Today's Story Line:

There's progress to report on several seemingly intractable problems confronting quests for peace: In southeast Europe, neighbors Turkey and Greece are moving closer to resolving old differences.

And leaders in Northern Ireland made concessions moving the opposing pro-British and pro-Irish communities a step closer to peace.

Gen. Pervez Musharraf, who took over Pakistan in a military coup last month, has imposed a Nov. 16 deadline for elites to pay up on bad bank loans (he seems to be telling them that they can send their cakes but he won't eat them too). What happens is sure to telegraph his regime's longer-term intentions.

But, one rural Russian textile town - cut off from Uzbekistan, its cotton supplier before the collapse of the USSR - struggles to make it in the throes of a market-reform economy.

- Faye Bowers Deputy world editor

REPORTERS ON THE JOB

* HOW ABOUT TIN CANS AND STRING? When he has a human rights question, Beijing-based Monitor correspondent Kevin Platt often calls on Frank Lu in Hong Kong at the Information Center of Human Rights and Democratic Movement in China.

Over the past few months though, those conversations have become increasingly tough. There's typically a lot of static and blank spaces in the sound over the phone line.

Mr. Lu says that the police in mainland China have increased their surveillance and harassment: Computer-generated calls come in more than 1,000 times per day, he estimates, a 10-fold increase since Lu began issuing press releases about the Falun Gong movement.

Lu says China's police also jam his fax line and send his pager fake phone numbers to call back. Kevin himself has yet to successfully send Lu an e-mail. Despite the interruptions, Kevin says the tactics resemble a Chinese cyber-version of the Keystone Kops, and sometimes the results are almost comical. "It's hard not to laugh at how much trouble China goes to to make trouble for Frank Lu."

* GETTING AWAY FROM IT ALL: When Paris-based Monitor correspondent Peter Ford took a few days off earlier this month, he went to Istanbul in order to taste the Orient and to get away from Europe.

But he found that despite the city's spice bazaars and the muezzins' calls to prayer, Turks regard themselves as thoroughly European. Even if Kosovo has reminded Europeans that there are indigenous Muslims on their continent, however, Peter thinks it will be quite a while before the European Union digests the prospect of becoming more than a "Christian club."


* [Work instructions]:
Return the lines below that contain the word "Traps".

Data records for software interfaces:
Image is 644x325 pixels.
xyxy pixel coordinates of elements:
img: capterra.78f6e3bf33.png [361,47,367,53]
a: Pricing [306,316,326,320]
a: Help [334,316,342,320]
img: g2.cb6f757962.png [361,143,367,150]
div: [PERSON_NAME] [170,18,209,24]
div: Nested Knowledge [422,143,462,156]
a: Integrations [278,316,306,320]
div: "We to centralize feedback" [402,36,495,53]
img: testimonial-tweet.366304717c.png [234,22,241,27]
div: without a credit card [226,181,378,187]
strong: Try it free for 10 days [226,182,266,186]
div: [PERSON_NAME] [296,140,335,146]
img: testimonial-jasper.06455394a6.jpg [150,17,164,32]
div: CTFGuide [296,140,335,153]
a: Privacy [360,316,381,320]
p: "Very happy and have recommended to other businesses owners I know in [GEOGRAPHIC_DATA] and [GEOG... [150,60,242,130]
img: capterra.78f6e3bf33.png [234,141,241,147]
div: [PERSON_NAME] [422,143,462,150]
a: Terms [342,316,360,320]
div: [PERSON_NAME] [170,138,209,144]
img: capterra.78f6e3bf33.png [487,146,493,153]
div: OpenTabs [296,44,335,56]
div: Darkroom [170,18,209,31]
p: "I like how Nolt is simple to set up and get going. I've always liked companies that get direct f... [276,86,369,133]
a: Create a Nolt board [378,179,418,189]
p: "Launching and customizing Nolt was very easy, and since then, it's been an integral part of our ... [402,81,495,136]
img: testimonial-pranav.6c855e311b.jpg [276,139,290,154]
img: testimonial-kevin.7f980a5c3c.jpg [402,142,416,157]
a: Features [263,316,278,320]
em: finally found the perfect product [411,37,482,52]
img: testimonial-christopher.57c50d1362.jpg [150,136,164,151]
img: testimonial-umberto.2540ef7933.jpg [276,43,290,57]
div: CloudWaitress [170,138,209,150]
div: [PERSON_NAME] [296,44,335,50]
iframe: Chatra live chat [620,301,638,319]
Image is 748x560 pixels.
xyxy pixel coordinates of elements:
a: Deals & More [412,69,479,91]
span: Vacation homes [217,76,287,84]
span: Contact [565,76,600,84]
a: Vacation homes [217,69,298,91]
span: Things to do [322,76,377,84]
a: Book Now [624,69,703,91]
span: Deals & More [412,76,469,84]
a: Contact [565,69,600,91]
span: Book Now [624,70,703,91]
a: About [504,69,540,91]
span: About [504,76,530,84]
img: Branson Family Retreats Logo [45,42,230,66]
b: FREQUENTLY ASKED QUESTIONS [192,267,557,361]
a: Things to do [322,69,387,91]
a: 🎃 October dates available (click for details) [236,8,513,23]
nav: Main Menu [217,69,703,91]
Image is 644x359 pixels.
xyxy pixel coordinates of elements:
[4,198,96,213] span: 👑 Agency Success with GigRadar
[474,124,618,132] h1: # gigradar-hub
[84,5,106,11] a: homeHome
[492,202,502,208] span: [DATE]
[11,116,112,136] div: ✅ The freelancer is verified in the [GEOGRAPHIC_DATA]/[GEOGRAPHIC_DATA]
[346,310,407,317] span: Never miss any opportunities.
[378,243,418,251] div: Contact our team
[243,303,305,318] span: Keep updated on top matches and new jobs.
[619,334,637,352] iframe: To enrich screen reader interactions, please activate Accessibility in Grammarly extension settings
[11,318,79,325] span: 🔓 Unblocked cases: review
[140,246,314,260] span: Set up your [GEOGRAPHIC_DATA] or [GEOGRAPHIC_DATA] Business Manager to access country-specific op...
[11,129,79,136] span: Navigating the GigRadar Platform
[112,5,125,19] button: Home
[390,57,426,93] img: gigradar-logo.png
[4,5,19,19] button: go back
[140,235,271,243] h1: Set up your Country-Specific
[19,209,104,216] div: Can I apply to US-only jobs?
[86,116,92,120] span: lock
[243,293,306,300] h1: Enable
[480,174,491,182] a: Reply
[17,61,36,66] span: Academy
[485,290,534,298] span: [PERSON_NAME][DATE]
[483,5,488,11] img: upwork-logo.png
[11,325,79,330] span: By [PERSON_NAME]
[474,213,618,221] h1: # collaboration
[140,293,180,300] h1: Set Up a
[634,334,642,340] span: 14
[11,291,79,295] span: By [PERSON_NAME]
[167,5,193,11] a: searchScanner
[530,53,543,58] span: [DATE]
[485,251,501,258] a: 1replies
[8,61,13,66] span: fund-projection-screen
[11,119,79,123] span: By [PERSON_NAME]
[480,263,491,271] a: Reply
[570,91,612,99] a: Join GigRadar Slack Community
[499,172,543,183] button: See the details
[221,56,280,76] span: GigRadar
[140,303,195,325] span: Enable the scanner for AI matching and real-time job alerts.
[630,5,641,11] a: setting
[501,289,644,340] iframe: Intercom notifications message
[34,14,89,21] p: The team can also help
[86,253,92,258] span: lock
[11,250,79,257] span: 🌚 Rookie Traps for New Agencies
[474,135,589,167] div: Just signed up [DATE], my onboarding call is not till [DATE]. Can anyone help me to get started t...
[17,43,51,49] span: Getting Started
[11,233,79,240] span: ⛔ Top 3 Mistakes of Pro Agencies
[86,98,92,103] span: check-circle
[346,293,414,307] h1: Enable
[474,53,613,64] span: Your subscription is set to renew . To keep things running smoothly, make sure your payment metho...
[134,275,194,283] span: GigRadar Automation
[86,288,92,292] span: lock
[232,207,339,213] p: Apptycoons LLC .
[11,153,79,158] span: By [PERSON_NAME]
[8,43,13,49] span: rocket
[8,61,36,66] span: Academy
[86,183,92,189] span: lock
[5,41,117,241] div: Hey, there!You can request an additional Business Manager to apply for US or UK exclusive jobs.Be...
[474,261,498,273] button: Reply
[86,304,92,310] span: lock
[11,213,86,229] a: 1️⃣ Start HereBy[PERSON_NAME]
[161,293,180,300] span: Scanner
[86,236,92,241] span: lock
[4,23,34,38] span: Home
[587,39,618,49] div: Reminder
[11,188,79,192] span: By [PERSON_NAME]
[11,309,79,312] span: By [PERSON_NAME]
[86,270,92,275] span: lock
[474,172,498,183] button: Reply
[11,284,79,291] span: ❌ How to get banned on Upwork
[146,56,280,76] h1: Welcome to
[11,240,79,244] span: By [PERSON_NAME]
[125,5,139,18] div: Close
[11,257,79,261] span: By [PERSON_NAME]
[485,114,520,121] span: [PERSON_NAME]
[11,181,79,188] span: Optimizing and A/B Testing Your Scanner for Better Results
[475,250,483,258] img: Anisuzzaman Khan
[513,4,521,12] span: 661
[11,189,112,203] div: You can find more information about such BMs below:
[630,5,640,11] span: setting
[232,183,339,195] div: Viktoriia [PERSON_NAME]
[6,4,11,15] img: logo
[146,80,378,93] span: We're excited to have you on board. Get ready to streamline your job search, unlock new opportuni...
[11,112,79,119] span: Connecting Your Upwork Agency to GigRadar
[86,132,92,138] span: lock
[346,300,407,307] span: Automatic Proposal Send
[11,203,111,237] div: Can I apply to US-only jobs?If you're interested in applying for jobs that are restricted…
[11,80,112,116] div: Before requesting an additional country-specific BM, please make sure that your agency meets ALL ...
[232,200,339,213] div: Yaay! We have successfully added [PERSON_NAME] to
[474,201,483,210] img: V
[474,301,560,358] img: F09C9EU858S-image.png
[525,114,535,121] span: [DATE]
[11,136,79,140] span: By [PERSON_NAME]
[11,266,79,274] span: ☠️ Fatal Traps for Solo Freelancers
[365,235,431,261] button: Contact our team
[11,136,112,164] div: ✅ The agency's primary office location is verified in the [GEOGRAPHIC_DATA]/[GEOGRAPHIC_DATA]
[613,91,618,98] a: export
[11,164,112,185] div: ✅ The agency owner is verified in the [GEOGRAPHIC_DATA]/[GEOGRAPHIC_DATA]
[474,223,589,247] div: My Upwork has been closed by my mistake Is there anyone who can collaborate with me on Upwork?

---

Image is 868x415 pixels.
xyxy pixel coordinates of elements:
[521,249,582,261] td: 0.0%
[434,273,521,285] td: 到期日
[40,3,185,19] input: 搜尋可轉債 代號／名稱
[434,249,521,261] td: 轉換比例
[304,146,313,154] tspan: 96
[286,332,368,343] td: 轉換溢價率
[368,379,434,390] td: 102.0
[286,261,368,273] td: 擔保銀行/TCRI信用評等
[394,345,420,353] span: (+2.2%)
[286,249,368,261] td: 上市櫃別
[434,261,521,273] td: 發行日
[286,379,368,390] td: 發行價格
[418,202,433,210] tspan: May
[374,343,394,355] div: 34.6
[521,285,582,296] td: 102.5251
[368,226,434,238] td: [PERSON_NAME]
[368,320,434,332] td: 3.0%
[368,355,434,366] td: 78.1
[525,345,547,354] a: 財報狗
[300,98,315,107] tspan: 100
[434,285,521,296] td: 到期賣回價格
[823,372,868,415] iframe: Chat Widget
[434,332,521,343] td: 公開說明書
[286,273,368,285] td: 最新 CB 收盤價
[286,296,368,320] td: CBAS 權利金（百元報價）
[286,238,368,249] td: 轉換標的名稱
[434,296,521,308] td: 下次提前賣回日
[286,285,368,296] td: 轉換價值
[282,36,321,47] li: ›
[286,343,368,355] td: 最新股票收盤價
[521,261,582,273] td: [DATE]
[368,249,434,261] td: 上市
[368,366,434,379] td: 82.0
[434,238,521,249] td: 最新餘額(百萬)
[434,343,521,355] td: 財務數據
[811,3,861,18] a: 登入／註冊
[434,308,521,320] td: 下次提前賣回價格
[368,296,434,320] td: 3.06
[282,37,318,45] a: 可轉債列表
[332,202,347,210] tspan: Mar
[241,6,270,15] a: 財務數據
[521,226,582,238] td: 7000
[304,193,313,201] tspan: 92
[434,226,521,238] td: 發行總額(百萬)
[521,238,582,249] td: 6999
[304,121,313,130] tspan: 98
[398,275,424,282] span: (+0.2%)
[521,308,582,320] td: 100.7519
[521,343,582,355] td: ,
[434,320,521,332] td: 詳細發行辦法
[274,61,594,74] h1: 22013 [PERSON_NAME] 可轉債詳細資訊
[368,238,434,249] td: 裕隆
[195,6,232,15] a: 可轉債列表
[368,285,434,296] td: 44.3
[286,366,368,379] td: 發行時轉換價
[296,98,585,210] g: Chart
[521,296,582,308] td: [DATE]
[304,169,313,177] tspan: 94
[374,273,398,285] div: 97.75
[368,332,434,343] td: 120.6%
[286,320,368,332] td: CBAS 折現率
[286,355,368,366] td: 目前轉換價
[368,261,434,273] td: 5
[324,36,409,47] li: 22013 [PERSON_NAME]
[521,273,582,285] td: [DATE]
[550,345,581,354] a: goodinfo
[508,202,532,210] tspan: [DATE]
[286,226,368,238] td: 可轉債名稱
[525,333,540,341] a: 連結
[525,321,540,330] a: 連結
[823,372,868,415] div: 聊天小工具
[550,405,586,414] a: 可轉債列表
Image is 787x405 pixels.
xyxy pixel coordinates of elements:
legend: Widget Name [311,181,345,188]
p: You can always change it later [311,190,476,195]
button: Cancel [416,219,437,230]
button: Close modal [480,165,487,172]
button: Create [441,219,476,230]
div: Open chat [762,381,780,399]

* [Answer for the task]:
[11,250,79,257] span: 🌚 Rookie Traps for New Agencies
[11,266,79,274] span: ☠️ Fatal Traps for Solo Freelancers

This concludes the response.